Is AI taking your job? It depends
We're looking across the JMES specialisations to see where, how and when roles are being impacted by AI – focussing first on Executive Finance.
Is AI taking your job? It depends
We're looking across the JMES specialisations to see where, how and when roles are being impacted by AI – focussing first on Executive Finance.
A lot of AI Agents have human names or qualities – endearing or disconcerting depending on your viewpoint. Based on the type of phone you have you can talk to Siri, Alexa or Bixby and even yell at them when they don’t get it exactly right (and probably have). Speak to Jacki or Kacey at the drive-thru and leave a short time later with your burger or fried chicken. You can take part in a HuggingChat or ask Claude, Jasper, Ernie, Monica, Alice or Harvey any question you like, at any time, and get an answer. There’s even a chatbot name generator that will help you to give your newly created agent a bit of personality. But are Claude, Monica and Alexa ganging up to sit at your desk and eat all the office Tim Tams? There isn't an algorithm for that – but what you do and how you do it makes a measurable difference.
Recent work by our colleagues at EMM Research and Jackson Lucas utilises EMM’s AI Impact Score Dashboard tool to analyse how and where AI will change roles and whether that change will be one of support or substitution. The Dashboard scores roles separately across Automation and Human Advantage with roles falling into one of four action quadrants: Automate (high automation, lower human advantage), Augment (AI amplifies performance), Human-First (human judgment and relationships dominate), or Monitor (low impact for now). Discover more about EMM and their work here.
But, as EMM note “even within a role, scores are variable” and these variables come from the less tangible human nuances of relationships, emotions and judgement. We’re applying this thinking across the JMES specialisations to see where, how and when roles are being impacted by AI – focussing first on Executive Finance.
Accounting and finance roles involve repetition, calculation and the utilisation of varying forms of data – sometimes in large quantities. But are they high on automation and low on people power? It depends.
Michael Nolan leads the JMES Executive Finance practice. We asked him how things are playing out:
“From what I’m seeing in the market, there’s definitely a spectrum in how CFOs are approaching AI. At one end, some are planning reductions in finance headcount, particularly across process-driven roles which include reporting, reconciliations and transactional finance. In businesses that have recently gone through large system implementations, project teams get rolled off, and operational roles often get resized. At the same time, a lot of these activities are already partially outsourced, so the immediate impact locally may be less significant in the short term. The conversation becomes more interesting around where the opportunity sits. AI is accelerating a shift which is already happening in finance, the move away from process ownership and toward value-add. The roles that look most resilient are those closest to the business: finance business partners, commercial finance leads, strategic CFOs - finance professionals that can influence decision-making on the ground. These roles rely on judgement, stakeholder engagement, and understanding operational context. The bigger structural impact, in my view, is likely to come from new or fast-scaling businesses being built differently from early stages - embedding AI into core workflows, operating with leaner teams, and redefining what a 'normal' finance function looks like. That can put real pressure on larger, more established businesses. Equally, more effective third-party suppliers to large institutions help drive opportunities through supply chain efficiency. Outsourced providers will continue to innovate and reduce costs offshore. Overall, AI doesn't (and maybe can't) replace finance, but it sharpens the distinction between roles that create insight and influence decisions, and those that are primarily process driven.”
While the finance function is undeniably being impacted by AI, the human facets of these roles remain both valuable and irreplaceable. Organisations that utilise each of these strengths are likely to see the most benefits – from both sides of the equation.
The Tim Tam tin is probably safe for now, although you might want to hide it somewhere random where Claude and his mates won’t know to look for it. Get in touch with the JMES team here.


# Task directions:
Reply only with how many lines below contain "filled".

Start of Input for this task

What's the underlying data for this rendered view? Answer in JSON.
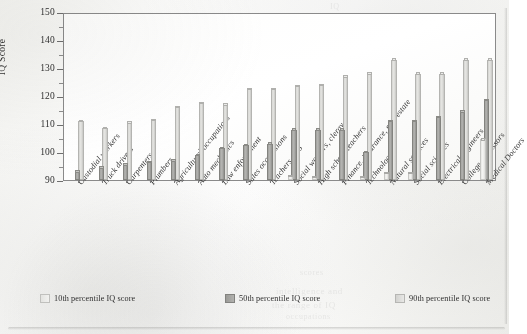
{
  "axis": {
    "y_title": "IQ Score",
    "y_ticks": [
      90,
      100,
      110,
      120,
      130,
      140,
      150
    ],
    "y_minor_ticks": [
      95,
      105,
      115,
      125,
      135,
      145
    ],
    "y_min": 90,
    "y_max": 150
  },
  "legend": {
    "items": [
      {
        "label": "10th percentile IQ score",
        "swatch": "s10",
        "color": "#ededea"
      },
      {
        "label": "50th percentile IQ score",
        "swatch": "s50",
        "color": "#a8a8a5"
      },
      {
        "label": "90th percentile IQ score",
        "swatch": "s90",
        "color": "#dcdcd9"
      }
    ]
  },
  "ghost_marks": {
    "a": "IQ",
    "b": "intelligence and",
    "c": "the range of IQ",
    "d": "occupations",
    "e": "scores"
  },
  "chart_data": {
    "type": "bar",
    "title": "",
    "xlabel": "",
    "ylabel": "IQ Score",
    "ylim": [
      90,
      150
    ],
    "grid": false,
    "legend_position": "bottom",
    "categories": [
      "Custodial workers",
      "Truck drivers",
      "Carpenters",
      "Plumbers",
      "Agricultural occupations",
      "Auto mechanics",
      "Law enforcement",
      "Sales occupations",
      "Teachers, K-5",
      "Social workers, clergy",
      "High school teachers",
      "Finance, insurance, real estate",
      "Technology",
      "Natural sciences",
      "Social sciences",
      "Electrical engineers",
      "College professors",
      "Medical Doctors"
    ],
    "series": [
      {
        "name": "10th percentile IQ score",
        "values": [
          90,
          90,
          90,
          90,
          90,
          90,
          90,
          90,
          90,
          91.5,
          91,
          90,
          91,
          92.5,
          92.5,
          90,
          90,
          104.5
        ]
      },
      {
        "name": "50th percentile IQ score",
        "values": [
          93,
          94.5,
          95.5,
          96.5,
          97,
          99,
          101.5,
          102.5,
          103,
          108,
          108,
          108,
          100,
          111,
          111,
          112.5,
          114.5,
          118.5
        ]
      },
      {
        "name": "90th percentile IQ score",
        "values": [
          111,
          108.5,
          110.5,
          111.5,
          116,
          117.5,
          117,
          122.5,
          122.5,
          123.5,
          124,
          127,
          128,
          133,
          128,
          128,
          133,
          133
        ]
      }
    ]
  }
}
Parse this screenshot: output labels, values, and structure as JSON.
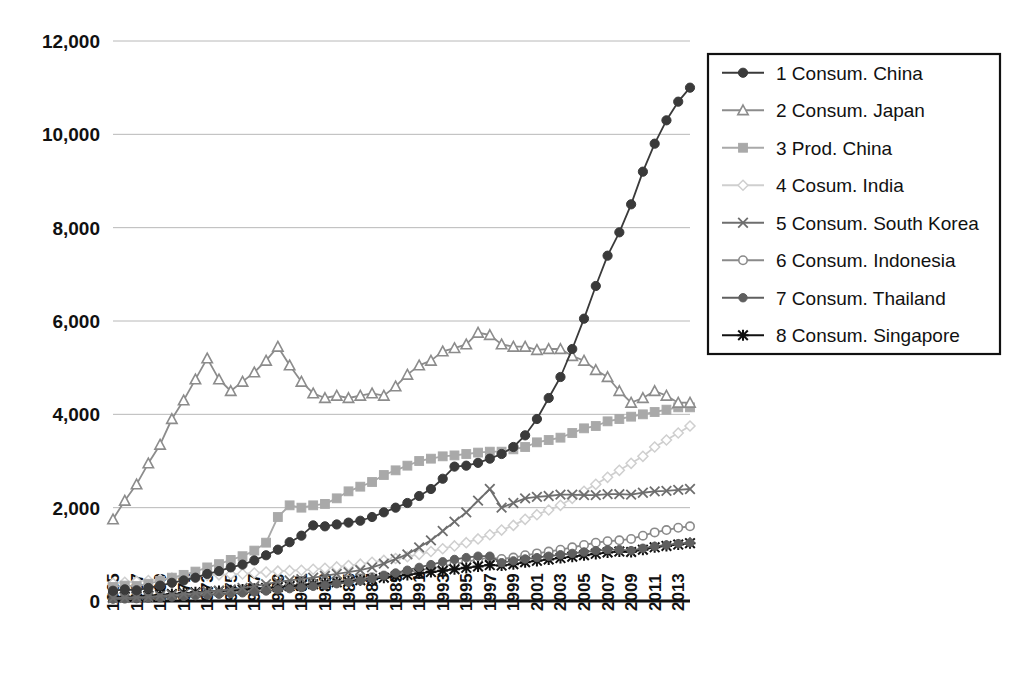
{
  "chart_data": {
    "type": "line",
    "title": "",
    "subtitle": "",
    "xlabel": "",
    "ylabel": "",
    "xlim": [
      1965,
      2014
    ],
    "ylim": [
      0,
      12000
    ],
    "ytick_values": [
      0,
      2000,
      4000,
      6000,
      8000,
      10000,
      12000
    ],
    "ytick_labels": [
      "0",
      "2,000",
      "4,000",
      "6,000",
      "8,000",
      "10,000",
      "12,000"
    ],
    "xtick_labels": [
      "1965",
      "1967",
      "1969",
      "1971",
      "1973",
      "1975",
      "1977",
      "1979",
      "1981",
      "1983",
      "1985",
      "1987",
      "1989",
      "1991",
      "1993",
      "1995",
      "1997",
      "1999",
      "2001",
      "2003",
      "2005",
      "2007",
      "2009",
      "2011",
      "2013"
    ],
    "x": [
      1965,
      1966,
      1967,
      1968,
      1969,
      1970,
      1971,
      1972,
      1973,
      1974,
      1975,
      1976,
      1977,
      1978,
      1979,
      1980,
      1981,
      1982,
      1983,
      1984,
      1985,
      1986,
      1987,
      1988,
      1989,
      1990,
      1991,
      1992,
      1993,
      1994,
      1995,
      1996,
      1997,
      1998,
      1999,
      2000,
      2001,
      2002,
      2003,
      2004,
      2005,
      2006,
      2007,
      2008,
      2009,
      2010,
      2011,
      2012,
      2013,
      2014
    ],
    "grid": true,
    "legend_position": "right-top",
    "series": [
      {
        "name": "1 Consum. China",
        "legend_label": "1 Consum. China",
        "marker": "filled-circle",
        "color": "#3a3a3a",
        "values": [
          220,
          250,
          230,
          280,
          330,
          390,
          440,
          500,
          580,
          640,
          720,
          780,
          870,
          980,
          1100,
          1260,
          1400,
          1620,
          1600,
          1640,
          1680,
          1720,
          1800,
          1900,
          2000,
          2100,
          2250,
          2400,
          2620,
          2880,
          2900,
          2960,
          3050,
          3150,
          3300,
          3550,
          3900,
          4350,
          4800,
          5400,
          6050,
          6750,
          7400,
          7900,
          8500,
          9200,
          9800,
          10300,
          10700,
          11000
        ]
      },
      {
        "name": "2 Consum. Japan",
        "legend_label": "2 Consum. Japan",
        "marker": "open-triangle",
        "color": "#8c8c8c",
        "values": [
          1750,
          2150,
          2500,
          2950,
          3350,
          3900,
          4300,
          4750,
          5200,
          4750,
          4500,
          4700,
          4900,
          5150,
          5450,
          5050,
          4700,
          4450,
          4350,
          4400,
          4350,
          4400,
          4450,
          4400,
          4600,
          4850,
          5050,
          5150,
          5350,
          5420,
          5500,
          5750,
          5700,
          5500,
          5450,
          5450,
          5380,
          5400,
          5400,
          5250,
          5150,
          4950,
          4800,
          4500,
          4250,
          4350,
          4500,
          4400,
          4250,
          4250
        ]
      },
      {
        "name": "3 Prod. China",
        "legend_label": "3 Prod. China",
        "marker": "filled-square",
        "color": "#a9a9a9",
        "values": [
          300,
          330,
          320,
          370,
          430,
          500,
          560,
          630,
          720,
          790,
          880,
          960,
          1080,
          1250,
          1800,
          2050,
          2000,
          2050,
          2080,
          2200,
          2350,
          2450,
          2550,
          2700,
          2800,
          2900,
          3000,
          3050,
          3100,
          3120,
          3150,
          3180,
          3200,
          3200,
          3250,
          3300,
          3400,
          3450,
          3500,
          3600,
          3700,
          3750,
          3850,
          3900,
          3950,
          4000,
          4050,
          4100,
          4150,
          4150
        ]
      },
      {
        "name": "4 Cosum. India",
        "legend_label": "4 Cosum. India",
        "marker": "open-diamond",
        "color": "#cfcfcf",
        "values": [
          380,
          400,
          420,
          440,
          460,
          490,
          510,
          530,
          550,
          560,
          570,
          580,
          600,
          620,
          640,
          650,
          660,
          680,
          700,
          730,
          760,
          790,
          830,
          870,
          910,
          950,
          1000,
          1060,
          1120,
          1180,
          1250,
          1330,
          1420,
          1520,
          1620,
          1750,
          1850,
          1950,
          2050,
          2200,
          2350,
          2500,
          2650,
          2800,
          2950,
          3100,
          3300,
          3450,
          3600,
          3750
        ]
      },
      {
        "name": "5 Consum. South Korea",
        "legend_label": "5 Consum. South Korea",
        "marker": "x-cross",
        "color": "#6e6e6e",
        "values": [
          60,
          70,
          80,
          90,
          110,
          130,
          150,
          170,
          200,
          220,
          250,
          280,
          320,
          360,
          410,
          440,
          470,
          500,
          540,
          580,
          620,
          660,
          720,
          800,
          900,
          1000,
          1150,
          1300,
          1500,
          1700,
          1900,
          2150,
          2400,
          2000,
          2100,
          2200,
          2230,
          2250,
          2280,
          2280,
          2270,
          2270,
          2290,
          2290,
          2280,
          2320,
          2350,
          2360,
          2380,
          2400
        ]
      },
      {
        "name": "6 Consum. Indonesia",
        "legend_label": "6 Consum. Indonesia",
        "marker": "open-circle",
        "color": "#8a8a8a",
        "values": [
          70,
          75,
          80,
          90,
          100,
          115,
          130,
          145,
          165,
          180,
          200,
          220,
          240,
          265,
          290,
          320,
          350,
          380,
          400,
          420,
          450,
          480,
          510,
          545,
          580,
          620,
          660,
          700,
          740,
          790,
          840,
          890,
          930,
          900,
          930,
          980,
          1020,
          1060,
          1100,
          1150,
          1200,
          1250,
          1280,
          1300,
          1330,
          1400,
          1470,
          1520,
          1570,
          1600
        ]
      },
      {
        "name": "7 Consum. Thailand",
        "legend_label": "7 Consum. Thailand",
        "marker": "filled-circle-mid",
        "color": "#5f5f5f",
        "values": [
          40,
          45,
          50,
          60,
          70,
          85,
          100,
          115,
          130,
          145,
          160,
          175,
          195,
          215,
          240,
          265,
          290,
          315,
          340,
          370,
          400,
          435,
          480,
          540,
          600,
          660,
          720,
          780,
          840,
          890,
          930,
          960,
          960,
          820,
          860,
          900,
          930,
          960,
          990,
          1020,
          1050,
          1080,
          1100,
          1100,
          1080,
          1130,
          1170,
          1200,
          1230,
          1250
        ]
      },
      {
        "name": "8 Consum. Singapore",
        "legend_label": "8 Consum. Singapore",
        "marker": "filled-star",
        "color": "#111111",
        "values": [
          80,
          90,
          100,
          115,
          130,
          150,
          170,
          185,
          200,
          215,
          230,
          245,
          260,
          280,
          300,
          320,
          340,
          360,
          380,
          400,
          420,
          445,
          470,
          500,
          530,
          560,
          590,
          620,
          650,
          680,
          710,
          740,
          770,
          760,
          790,
          830,
          860,
          890,
          920,
          950,
          980,
          1010,
          1040,
          1060,
          1050,
          1100,
          1150,
          1180,
          1210,
          1240
        ]
      }
    ]
  },
  "legend": {
    "items": [
      {
        "label": "1 Consum. China"
      },
      {
        "label": "2 Consum. Japan"
      },
      {
        "label": "3 Prod. China"
      },
      {
        "label": "4 Cosum. India"
      },
      {
        "label": "5 Consum. South Korea"
      },
      {
        "label": "6 Consum. Indonesia"
      },
      {
        "label": "7 Consum. Thailand"
      },
      {
        "label": "8 Consum. Singapore"
      }
    ]
  }
}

End of Input for this task

# Output:
4